Notes on Data Analytics and Descriptive Statistics
1. Introduction to Data Analytics
Big Data and Data Science: Big Data refers to datasets that are extremely large and
complex, requiring advanced storage, management, and analysis techniques. Data
Science combines statistical methods, algorithms, and computational tools to derive
insights from both big and small data.
Small Data: Refers to datasets that are small enough to be managed and analyzed on a
personal computer or with simple statistical tools. Though small in size, small data is
often rich in context and detail.
A Short Taxonomy of Data Analytics:
- Descriptive Analytics: Summarizes past data to understand what has happened.
- Diagnostic Analytics: Explains why something happened.
- Predictive Analytics: Uses models and historical data to predict future outcomes.
- Prescriptive Analytics: Recommends actions to achieve desired outcomes.
Examples of Data Use: Applications include healthcare, finance, marketing,
manufacturing, and social sciences.
Breast Cancer in Wisconsin: A famous dataset used for classification tasks, helping to
distinguish between benign and malignant tumors using attributes of cell nuclei.
Polish Company Insolvency Data: Used for predicting company insolvency based on
financial ratios and attributes.
A Little History on Methodologies for Data Analytics: Evolution from traditional
statistics to data mining, machine learning, and modern AI-driven analytics.
2. Descriptive Statistics
Scale Types:
- Nominal: Categories without order (e.g., gender, colors).
- Ordinal: Ordered categories (e.g., satisfaction ratings).
- Interval: Numeric scale without true zero (e.g., temperature in Celsius).
- Ratio: Numeric scale with a true zero (e.g., weight, height).
Descriptive Univariate Analysis: Focuses on analyzing one attribute at a time.
Univariate Frequencies: Counting how often each value or category occurs.
Contents of Univariate Analysis: Measures of central tendency (mean, median, mode),
measures of dispersion (range, variance, standard deviation), and distribution shape
(skewness, kurtosis).
Univariate Statistics: Statistics describing one variable at a time.
Common Univariate Probability Distributions: Normal, Binomial, Poisson, Exponential,
Uniform.
3. Data Visualization
Data Visualization is the graphical representation of data to make trends, patterns, and
insights easier to understand. Common techniques include histograms, bar charts, scatter
plots, box plots, and heatmaps.
4. Descriptive Bivariate Analysis
Two Quantitative Attributes: Scatter plots, correlation coefficients, regression analysis.
Two Qualitative Attributes: Cross-tabulation (contingency tables), Chi-square tests.
At Least One Nominal Attribute: Bar charts, stacked bar charts, ANOVA for group
comparison.
Two Ordinal Attributes: Spearman’s rank correlation, Kendall’s tau.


Your task:
Leave out the pictures and print precisely the lines from the line with "Identify the location" to the final line of the entries, both ends included.

Material for the task:
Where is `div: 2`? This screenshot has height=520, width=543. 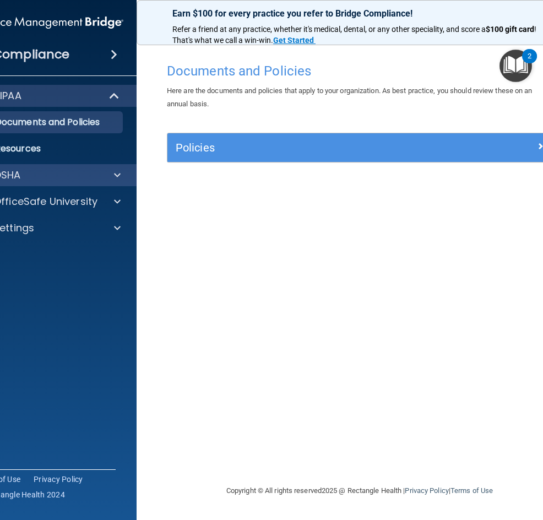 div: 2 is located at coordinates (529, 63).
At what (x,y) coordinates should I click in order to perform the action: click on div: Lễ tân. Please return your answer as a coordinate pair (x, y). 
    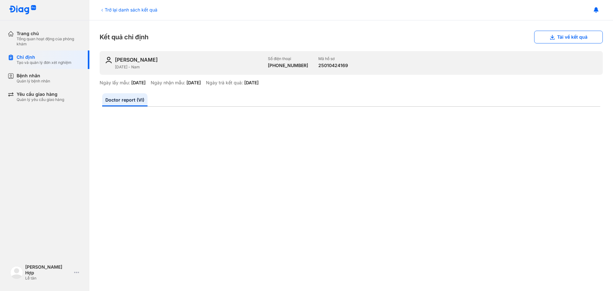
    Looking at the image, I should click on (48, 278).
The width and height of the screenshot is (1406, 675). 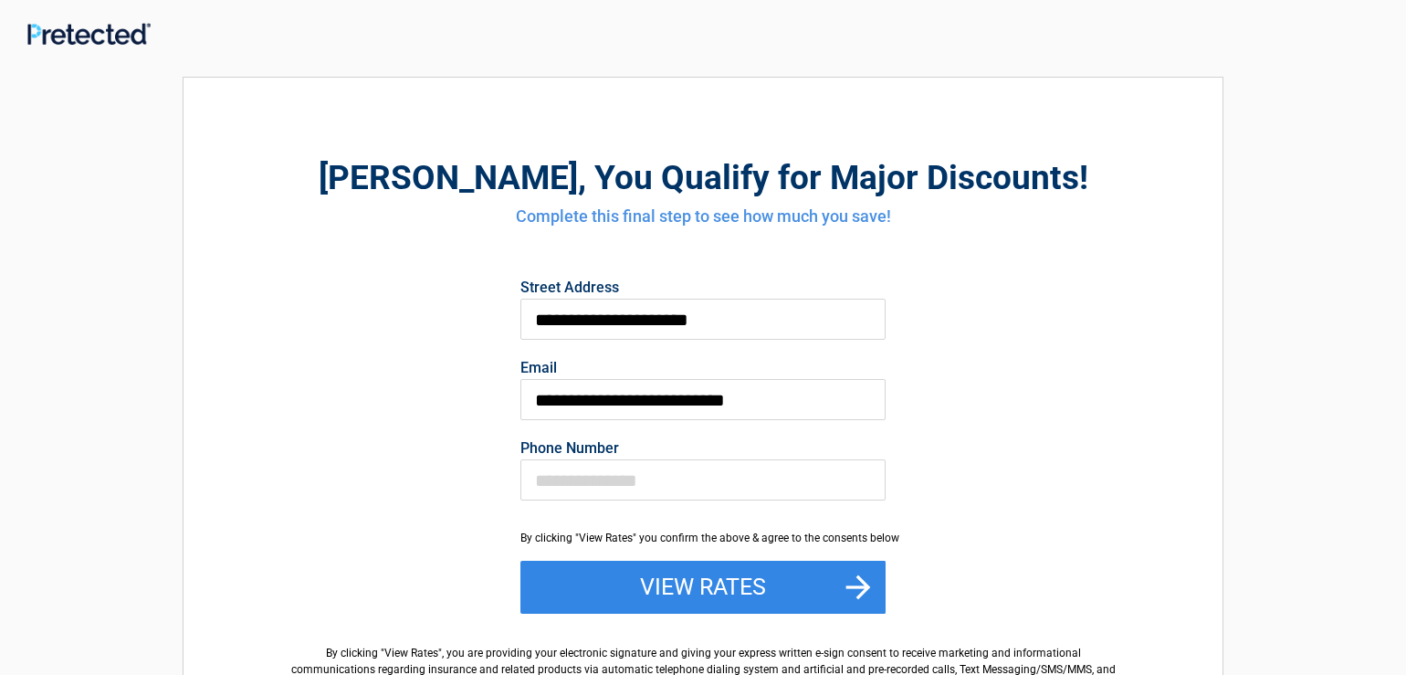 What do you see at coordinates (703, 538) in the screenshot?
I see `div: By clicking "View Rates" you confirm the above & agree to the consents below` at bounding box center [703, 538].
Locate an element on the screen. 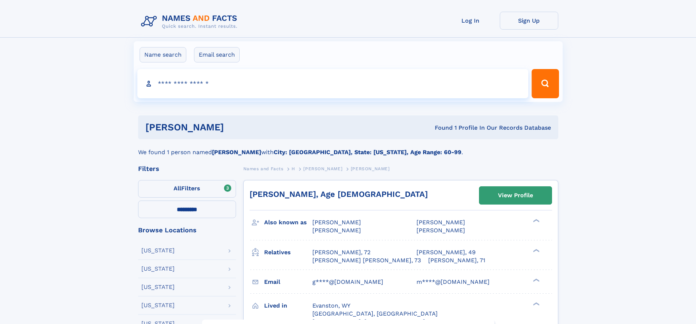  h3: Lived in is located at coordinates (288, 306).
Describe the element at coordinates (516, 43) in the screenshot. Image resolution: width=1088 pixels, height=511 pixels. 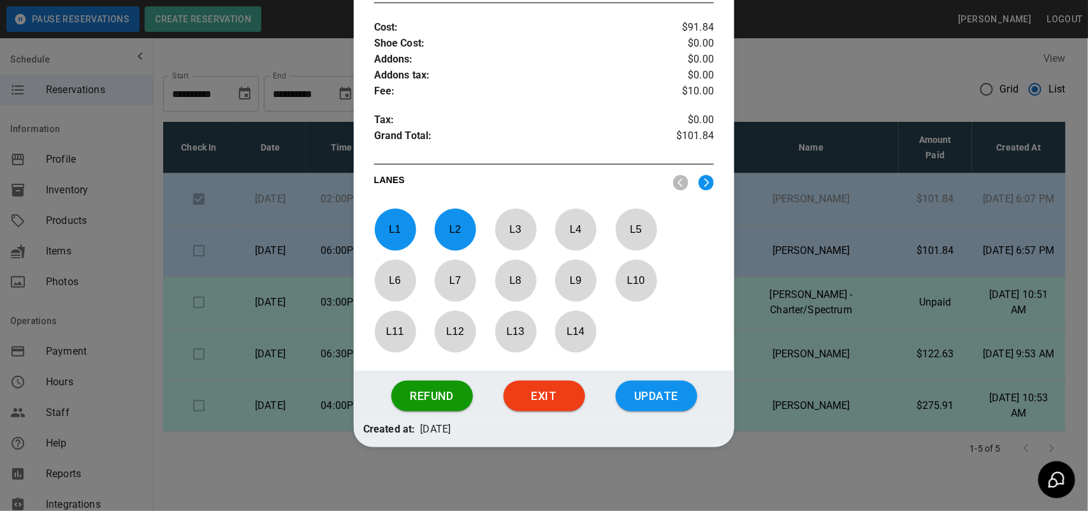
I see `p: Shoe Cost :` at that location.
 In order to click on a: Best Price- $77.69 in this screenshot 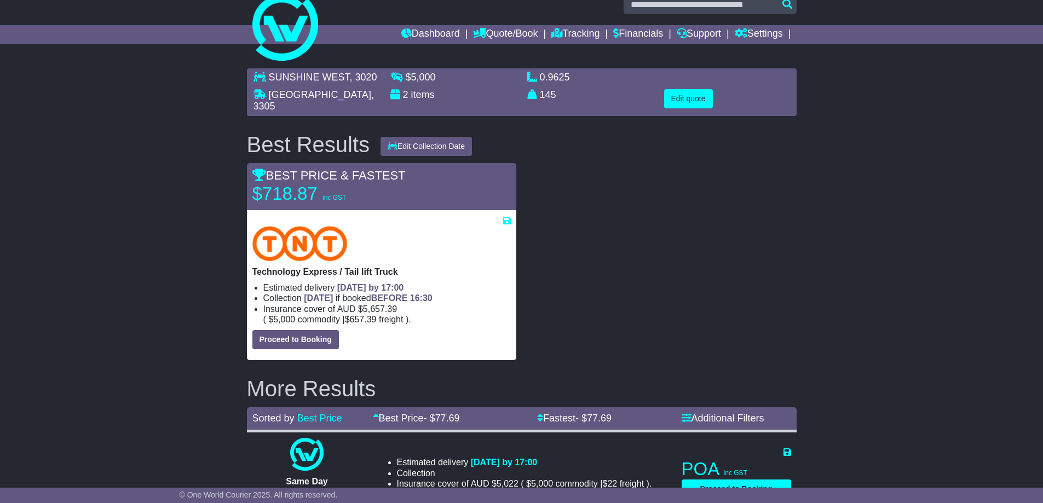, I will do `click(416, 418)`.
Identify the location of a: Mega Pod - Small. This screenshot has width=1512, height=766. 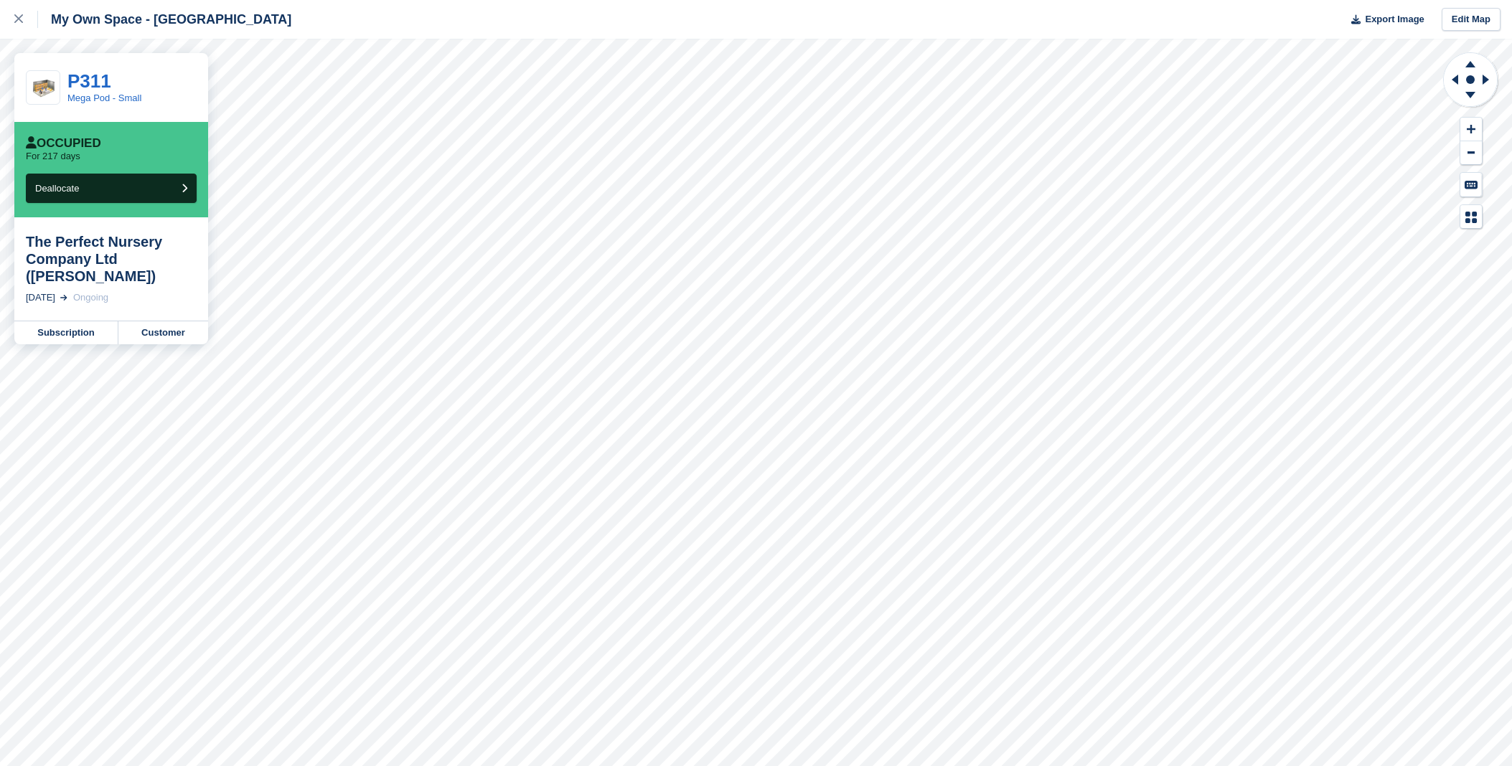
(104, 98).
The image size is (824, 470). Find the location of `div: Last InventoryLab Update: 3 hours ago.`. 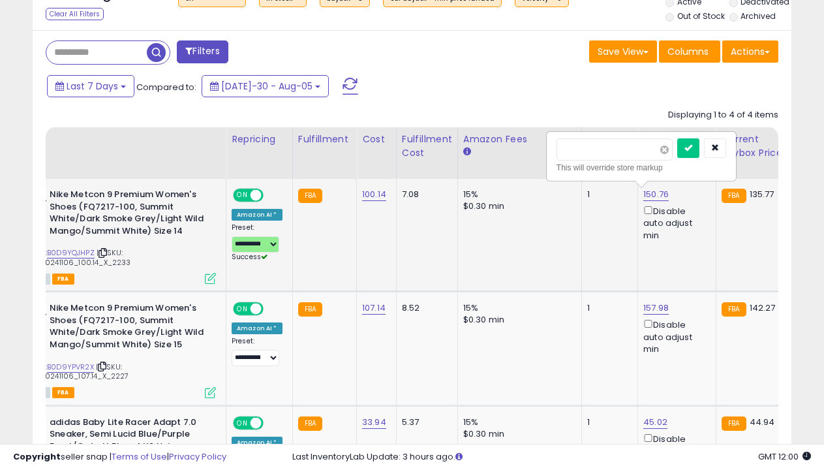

Response area:
Identify the location of a: Mega Pod - Small. This screenshot has width=1512, height=766. 
(104, 98).
The image size is (824, 470). Find the location of `div: Last InventoryLab Update: 3 hours ago.`. 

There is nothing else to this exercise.